Strike halts metro services

Refuse collection, customer care and other centres hit by action over backpay, wages

Nelson Mandela Bay municipal workers are on strike
Nelson Mandela Bay municipal workers are on strike
Image: Nomazima Nkosi

Services were thrown into disarray yesterday as Nelson Mandela Bay municipality staff downed tools, demanding R30 000 in long-service backpay for more than 2 000 workers.

All 38 refuse collection teams did not turn up for duty yesterday while none of the staff at the Uitenhage traffic and licensing centre were at work.

Only the Korsten licensing centre was operational.

Customer care centres – including the main centre at the Mfanasekhaya Gqobose (formerly Eric Tindale) building – and other satellite offices were closed to the public on the first day of the strike.

This meant people trying to pay their accounts or query their bills were turned away.

Staff were barred from leaving the Lillian Diedericks and Mfanasekhaya Gqobose buildings after reporting for duty in the morning.

The end of the strike depends on when the employer will resolve the issue
Mqondisi Nodongwe

More than 400 workers gathered in Govan Mbeki Avenue yesterday morning, blocking roads, singing struggle songs and swinging sticks in the air.

The workers’ main gripe is that they want 2 689 municipal workers each to be paid a R30 000 settlement.

The demand stems from money owed to these workers after the former Uitenhage, Despatch and Port Elizabeth municipalities merged to form Nelson Mandela Bay in 2000.

SA Municipal Workers Union regional secretary Mqondisi Nodongwe said the strike was indefinite.

“The end of the strike depends on when the employer will resolve the issues,” he said.

They plan to march to City Hall at about 11am today to hand over a memorandum to mayor Athol Trollip.

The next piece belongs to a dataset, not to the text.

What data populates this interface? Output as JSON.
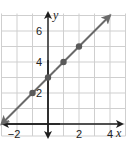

The workers are also demanding a wage review as well as the reinstatement of suspended workers who have been sitting at home for more than three months without a disciplinary hearing having started.

Nodongwe said the metro was wasting taxpayers’ money by suspending employees for nearly three years with full pay.

Another one of their gripes is a life cover that the municipality has taken out on its workers since 1994.

“There is a life cover of some kind unilaterally introduced by the employer.

“We are saying we don’t want to belong to a scheme that we were not involved in when it was contracted with the municipality and we want all our contributions back.”

He said the strikers were aiming for a total shutdown until all their demands were met.

“We won’t relax,” he said. Independent Municipal and Allied Trade Union regional manager Churchill Motapo confirmed his union would be joining the strike on Monday.

City manager Johann Mettler said only the long-service bonus issue had been raised, while the matter of the reinstatement of suspended workers had never been raised with the municipality.

“Steps were taken to try to reach an amicable resolution in this matter but due to the current nature of demands, the mayoral committee and the municipal council will have to reconsider this matter as it has major fiscal implications for the municipality,” Mettler said.

He said only the Korsten [traffic and licensing centre] was operational yesterday.

“Since traffic services is an essential service, we will instruct staff to return to work.

“If this call is not heeded, they will be interdicted.”

Asked if management had met union representatives over the workers’ demands, Mettler said officials had spoken to them about picketing rules.

“The municipality would like to resolve this industrial action as soon as possible to limit the impact on service delivery.

“A joint operations centre has been established to monitor the strike impact and to deal with eventualities.”